The July 18 event took place at Wayne Law’s Damon J. Keith Center for Civil Rights and included presentations by Dubinsky, Dean Jocelyn Benson and Distinguished Jurist in Residence Marilyn Kelly. The program also included a roundtable discussion with two students from China — Yueyang Zhang and Yue Sun — who are enrolled in degree programs at Wayne Law.

The visit concluded with a campus tour led by public services librarian Michael Samson and a reception at the downtown offices of Miller Canfield, where the students learned about the internationalization of legal practice by the Michigan Bar and the pace of Chinese private investment in the Michigan auto sector.

The presentation was made by Fred Acomb, a Miller Canfield partner who regularly represents companies based in Asia.

The law school will host visits of other Chinese law students on three occasions in August.

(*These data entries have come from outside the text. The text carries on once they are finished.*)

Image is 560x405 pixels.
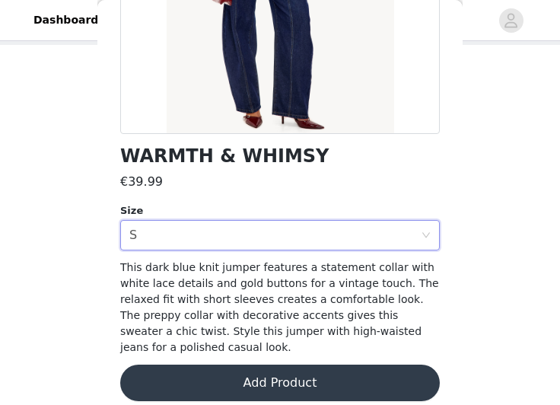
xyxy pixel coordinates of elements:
[120,203,440,218] div: Size
[120,365,440,401] button: Add Product
[120,261,439,353] span: This dark blue knit jumper features a statement collar with white lace details and gold buttons f...
[504,8,518,33] div: avatar
[129,221,137,250] div: S
[120,173,163,191] h3: €39.99
[24,3,107,37] a: Dashboard
[120,146,329,167] h1: WARMTH & WHIMSY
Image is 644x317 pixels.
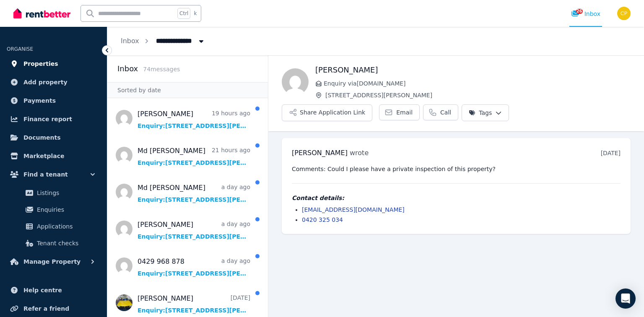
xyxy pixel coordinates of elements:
span: [PERSON_NAME] [292,149,348,157]
img: Maria Garcia [281,68,308,95]
a: Inbox [121,37,139,45]
button: Share Application Link [281,105,372,121]
a: Payments [6,92,100,109]
a: Refer a friend [6,300,100,317]
span: Listings [37,188,93,198]
h1: [PERSON_NAME] [315,64,631,76]
span: Help centre [23,285,62,295]
a: [PERSON_NAME]19 hours agoEnquiry:[STREET_ADDRESS][PERSON_NAME]. [137,109,250,130]
span: ORGANISE [6,46,33,52]
a: Add property [6,74,100,91]
a: [EMAIL_ADDRESS][DOMAIN_NAME] [302,207,404,213]
a: 0420 325 034 [302,216,343,223]
img: Clinton Pentland [617,6,631,20]
nav: Breadcrumb [107,27,219,55]
a: Enquiries [10,202,97,218]
h4: Contact details: [292,194,620,202]
button: Find a tenant [6,166,100,183]
span: wrote [350,149,368,157]
span: Payments [23,96,56,106]
img: RentBetter [13,7,71,20]
span: k [193,10,196,17]
a: Marketplace [6,148,100,164]
span: Ctrl [178,8,190,19]
a: 0429 968 878a day agoEnquiry:[STREET_ADDRESS][PERSON_NAME]. [137,257,250,278]
div: Inbox [571,9,600,18]
span: Finance report [23,114,72,124]
a: Help centre [6,282,100,299]
time: [DATE] [601,150,620,156]
span: Refer a friend [23,304,69,314]
span: [STREET_ADDRESS][PERSON_NAME] [325,91,631,100]
span: Tenant checks [37,238,93,248]
a: Email [379,105,420,120]
button: Tags [461,105,509,121]
div: Open Intercom Messenger [615,289,636,309]
pre: Comments: Could I please have a private inspection of this property? [292,165,620,173]
span: Tags [468,108,492,117]
span: Properties [23,59,58,69]
h2: Inbox [117,63,138,75]
a: Tenant checks [10,235,97,252]
span: Call [440,108,451,116]
span: Applications [37,221,93,231]
span: 26 [576,9,583,14]
span: Add property [23,77,68,87]
a: Listings [10,185,97,202]
a: Call [423,105,458,120]
a: Properties [6,55,100,72]
span: Enquiry via [DOMAIN_NAME] [324,79,631,88]
a: Applications [10,218,97,235]
span: Find a tenant [23,170,68,180]
span: 74 message s [143,66,180,73]
span: Manage Property [23,257,81,267]
button: Manage Property [6,253,100,270]
a: Finance report [6,111,100,127]
a: [PERSON_NAME][DATE]Enquiry:[STREET_ADDRESS][PERSON_NAME]. [137,294,250,315]
span: Documents [23,132,61,143]
span: Enquiries [37,205,93,215]
a: Documents [6,129,100,146]
span: Marketplace [23,151,64,161]
a: Md [PERSON_NAME]a day agoEnquiry:[STREET_ADDRESS][PERSON_NAME]. [137,183,250,204]
div: Sorted by date [107,82,268,98]
a: [PERSON_NAME]a day agoEnquiry:[STREET_ADDRESS][PERSON_NAME]. [137,220,250,241]
span: Email [396,108,412,116]
a: Md [PERSON_NAME]21 hours agoEnquiry:[STREET_ADDRESS][PERSON_NAME]. [137,146,250,167]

The Chinese universities represented will be the China University of Politics and Law, Beijing Foreign Studies University, Shanxi University, China Youth University for Political Sciences, Shandong University, University of International Business and Economics, Xiamen University, Wuhan University and Beijing Foreign Studies University.

“These visits are a critical part of the law school’s efforts to build new and exciting degree programs and to recruit students for those programs,” said Dubinsky, who has worked with Prof. Gregory Fox, director of Wayne Law’s Program for International Legal Studies, to create a new master of laws program specifically designed for foreign students and to create strategic exchange agreements with universities in China.

“The law school is committed to preparing our American law students for the growing complexity of legal practice,” Dubinsky said. “We do this in part by exposing them to classmates and future lawyers from other parts of the world who may approach legal problems with fundamentally different assumptions about what the law should attempt to do and about which legal institutions are most appropriate for regulating human behavior.”